The Kennedys of Ayrshire, Ulster and Fife

There's a kind of a 'black hole' knowledge gap about Ulster's connections with Scotland in between the two massive events of A) the Bruce campaign of the early 1300s, and B) the arrival of Hamilton & Montgomery in 1606. That's almost three centuries that need to be properly uncovered and explained. One family where some major research should be done is the Kennedys of Ayrshire, later the Earls of Cassilis (pronounced Cassells). They had been gifted a title and land by Robert the Bruce, and both the Hamilton Manuscripts and Montgomery Manuscripts show that a new wave of Ayrshire Kennedys came to Ulster with them in the early 1600s.

But in between those two big dates the Kennedys had various castles and family seats along the Ayrshire coast, firstly at Dunure and also at Culzean. Their name can be found in histories of Maybole (where the Kennedys founded a college in 1246; source here) and Ballantrae, and there is of course a Castle Kennedy near Stranraer. This rhyme gives some idea of their influence –

From Wigton to the toun of Ayr,
Port Patrick and the cruives of Cree;
Man need not think for to byde there,
Unless he court with Kennedie."

The first Lord Kennedy was Gilbert Kennedy of Dunure (1405–1489) and was titled in 1457. His parents had been Sir James Kennedy and Lady Mary Stewart who was daughter of Robert III King of Scots. So the Kennedys were powerful and influential within Scottish society.

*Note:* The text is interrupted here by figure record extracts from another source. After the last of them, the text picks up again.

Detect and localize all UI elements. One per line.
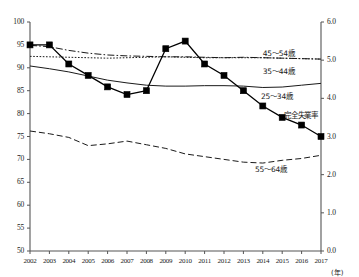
y-axis-right-tick-label: 3.0 xyxy=(327,132,336,141)
data-point-marker xyxy=(46,42,52,48)
y-axis-right-tick-label: 4.0 xyxy=(327,93,336,102)
y-axis-left-tick-label: 70 xyxy=(0,154,24,163)
x-axis-tick-label: 2017 xyxy=(309,257,333,265)
data-point-marker xyxy=(66,61,72,67)
data-point-marker xyxy=(202,61,208,67)
series-label-0: 45～54歳 xyxy=(263,47,295,58)
series-paths xyxy=(30,41,321,163)
data-point-marker xyxy=(124,92,130,98)
series-line-3 xyxy=(30,131,321,163)
y-axis-left-tick-label: 100 xyxy=(0,17,24,26)
data-point-marker xyxy=(318,134,324,140)
y-axis-left-tick-label: 95 xyxy=(0,40,24,49)
y-axis-left-tick-label: 60 xyxy=(0,200,24,209)
x-axis-unit-label: (年) xyxy=(331,267,343,277)
data-point-marker xyxy=(240,88,246,94)
y-axis-left-tick-label: 75 xyxy=(0,132,24,141)
data-point-marker xyxy=(27,42,33,48)
y-axis-right-tick-label: 5.0 xyxy=(327,55,336,64)
data-point-marker xyxy=(260,103,266,109)
chart-container: 50556065707580859095100 0.01.02.03.04.05… xyxy=(0,0,359,277)
y-axis-left-tick-label: 65 xyxy=(0,177,24,186)
y-axis-right-tick-label: 2.0 xyxy=(327,170,336,179)
y-axis-right-tick-label: 1.0 xyxy=(327,208,336,217)
series-label-2: 25～34歳 xyxy=(261,90,293,101)
y-axis-left-tick-label: 55 xyxy=(0,223,24,232)
chart-plot-area xyxy=(0,0,359,277)
series-label-3: 55～64歳 xyxy=(255,163,287,174)
series-label-4: 完全失業率 xyxy=(284,109,318,120)
y-axis-right-tick-label: 0.0 xyxy=(327,246,336,255)
data-point-marker xyxy=(105,84,111,90)
y-axis-right-tick-label: 6.0 xyxy=(327,17,336,26)
y-axis-left-tick-label: 80 xyxy=(0,109,24,118)
data-point-marker xyxy=(299,122,305,128)
data-point-marker xyxy=(221,72,227,78)
y-axis-left-tick-label: 85 xyxy=(0,86,24,95)
data-point-marker xyxy=(182,38,188,44)
data-point-marker xyxy=(85,72,91,78)
series-label-1: 35～44歳 xyxy=(263,65,295,76)
y-axis-left-tick-label: 50 xyxy=(0,246,24,255)
data-point-marker xyxy=(143,88,149,94)
y-axis-left-tick-label: 90 xyxy=(0,63,24,72)
data-point-marker xyxy=(163,46,169,52)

Crossraguel Abbey, Ayrshire – Churches, Cathedrals & Abbeys | VisitScotland

The Kennedys were deeply involved in ecclesiastical life and history of the magnificent Crossraguel Abbey just outside Maybole (shown above). Two big things came to my attention again recently. 

BANGOR: John Kennedy, Abbot of Bangor Abbey was appointed to that position in County Down in 1395. His seal and matrix are on display in North Down Museum in Bangor. The illustration here is from the Ulster Journal of Archaeology, Second Series, Vol 7, No 1 (January 1901). The seal was reportedly found at Saul Abbey; the text reads Sigillum Rev. Patris Johanis Kenedy, Abbatis de Bangor (translation: The Seal of the Rev. Father John Kenedy, Abbot of Bangor).

Rev William Reeves' 1847 Ecclesiastical Antiquities of Down, Connor and Dromore has nothing to say about Kenedy; neither does Rev. James O'Laverty's 1878 An historical account of the Diocese of Down and Connor, ancient and modern. But it is possible that John Kennedy was of the Ayrshire family. Certainly the Abbot of Crossraguel Abbey was also titled 'Ambassador to Ireland' in 1429 (source here).


ST ANDREWS: James Kennedy, Archbishop of St Andrews (1408–1465) in Scotland was appointed to that position in 1440. He was a younger brother of the first Lord Kennedy. He succeeded Henry Wardlaw who had founded the University of St Andrews in 1413. Archbishop Kennedy was a key figure in the development of the town as a centre of ecclesiastical learning. He was buried in St Salvator's Chapel, with a magnificent memorial tomb (see here). His seal looks pretty similar to that of John of Bangor –




• The family history, published in 1849 and entitled Historical Account of the Noble Family of Kennedy, Marquess of Ailsa and Earl of Cassilis is online here.